The city targeted the shelters for cleanup because they are in a high-risk fire area, officials said. The cleanup was done by the city's Department of Recreation and Parks while Councilmember Eunisses Hernandez deployed outreach teams with LAHSA to contact the residents ahead of Monday's event.
Like many others living next to the flood channel, Diaz worked in construction, but could not find steady work. He occasionally found jobs as a day laborer in the parking lot of a local Home Depot, but said that he keeps to himself as much as possible.
He is among tens of thousands of people experiencing homelessness in Los Angeles County. The number of unhoused people in the county in 2024 dropped for the first time in five years but 2025 totals have not been released because the count was delayed due to the recent fires.
As cleanup crews operated Monday, Diaz kicked down his fence, smashed out the windows and rolled large boulders from his garden down into the flood channel. His girlfriend, Wendy, watched with their dog, Papi, a mixed-breed German Shepherd.
In a fit of frustration, the Guatemalan-born immigrant punched a dog house until his knuckles bled and cried when he thought about all the work he put into his slice of land that he had called home for the last five years.
'They don't know what they're doing to him,' Wendy said.
Diaz asked that somebody take a picture of his home before and after the cleanup to show that he was here.
'I bet they won't clean any of it the right way,' he said as he hugged his dog. Wendy and Papi stood by him later when he cried again.
Ahead of Monday's sweep, volunteer advocate Elizabeth Gustafson with the group Northeast Neighborhood Outreach sent a letter asking the city to reconsider, saying housing is limited and the people living along the flood channel work together to maintain their homes.
'Not only are sweeps disruptive to the unhoused people who have created community, mutual support, and neighborliness along the Arroyo against all odds, they are also an obscene waste of city resources, and they accomplish nothing,' Gustafson wrote. 'Angelenos are facing a staggering housing crisis, and it makes little sense to destroy homes and communities that have carved out a shred of stability amidst an untenable situation.'
At another shelter, Los Angeles Police officers joined park rangers pushing their way into Cesar Augusto's home. Officers knocked on his door and then forced their way inside as his puppy, Salome, barked at them.
Officers told Augusto to clear out as cleaning crews began to dismantle the piles of items he gathered, including tools and cookware. Augusto, 44, arrived in Los Angeles roughly 20 years ago from Guatemala. He struggled to find steady work as a house painter after his employer died several years ago.

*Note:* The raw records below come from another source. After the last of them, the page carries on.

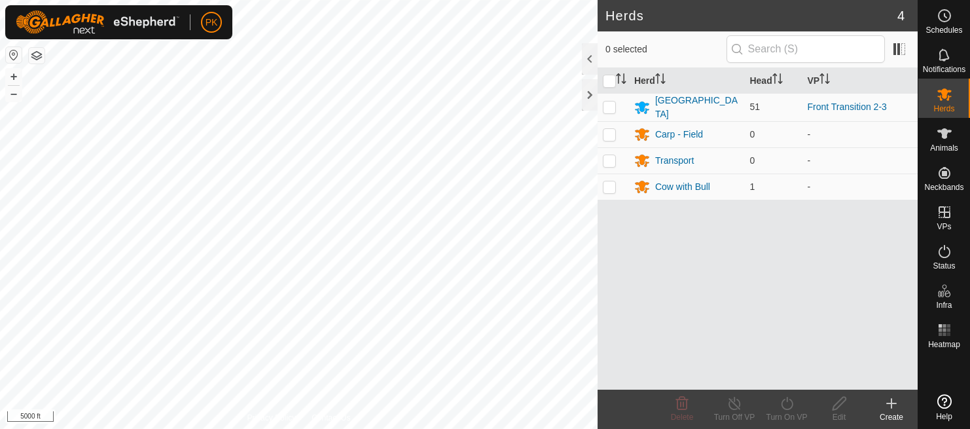 The height and width of the screenshot is (429, 970). Describe the element at coordinates (751, 16) in the screenshot. I see `h2: Herds` at that location.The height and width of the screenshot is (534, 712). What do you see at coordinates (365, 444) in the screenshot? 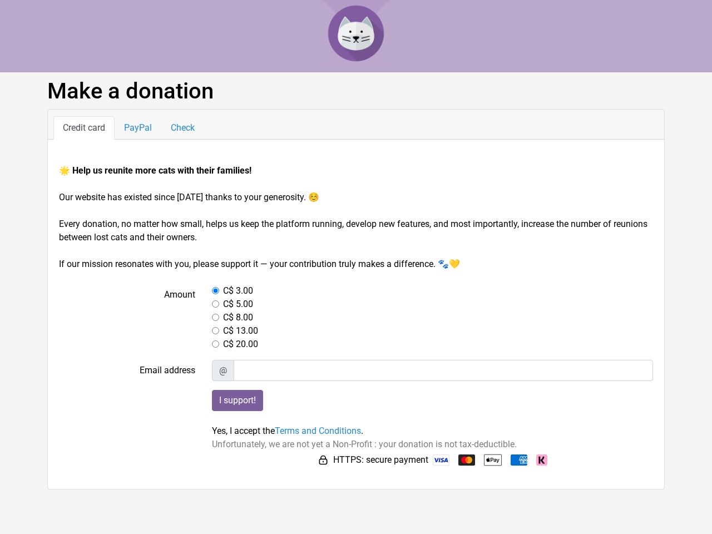
I see `span: Unfortunately, we are not yet a Non-Profit : your donation is not tax-deductible.` at bounding box center [365, 444].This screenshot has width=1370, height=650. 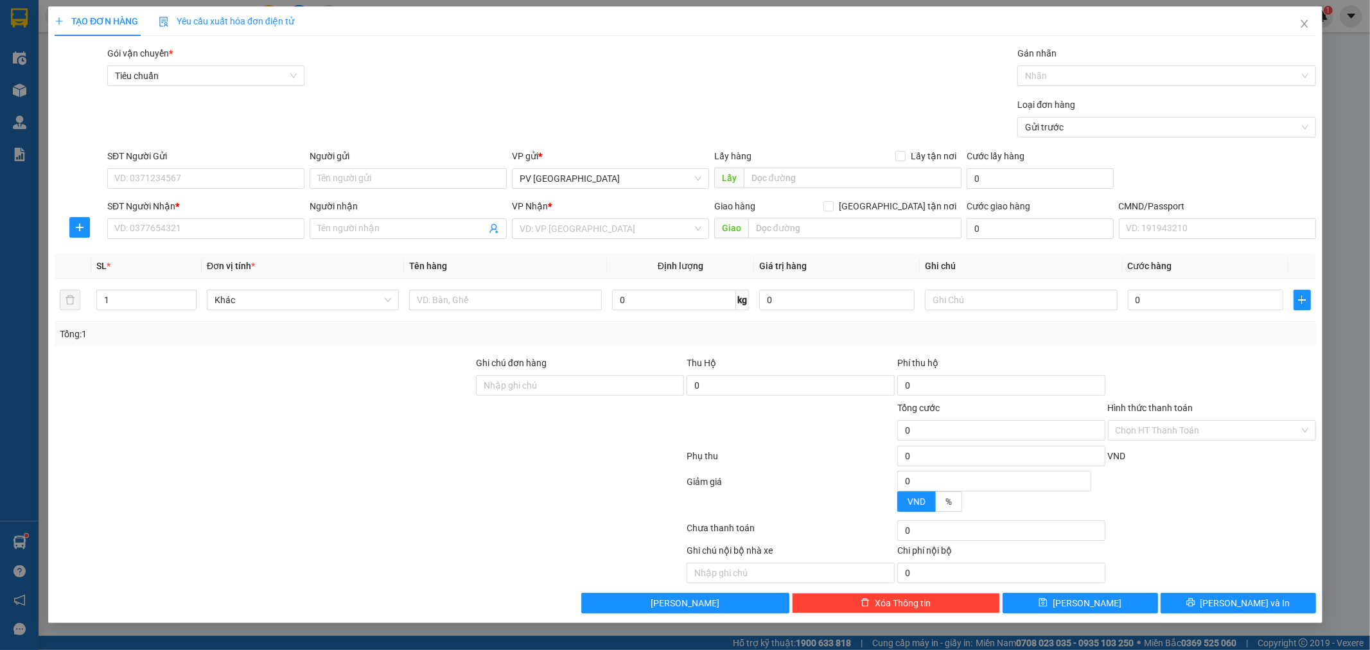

'There's no shame in what they're doing,' he said about the city's cleaning operation. 'God is always watching. He knows what happens.'
Augusto's girlfriend sat nearby with their pup. They did not know where they would go next and watched as the treads of a bulldozer flatten their belongings.
A park ranger tried to shout questions to Augusto about his belongings over the roar of heavy machinery.
'Do you want any of it?' the ranger yelled. 'I'm giving you plenty of time.'
Lorena Amador, 51, was woken up to workers ripping down one of her shelter walls and telling her she had to leave, she said. Her goal for the day was to salvage her bedding and jackets and a park ranger was helping her out by holding some of her bags while she moved up and down the channel walls by rope.
As a bulldozer approached her shelter, she moved to the flood channel to wash her hair. The Arroyo Seco was an ideal alternative to living on the city streets, she said.
'We all know each other and we all got along,' she said.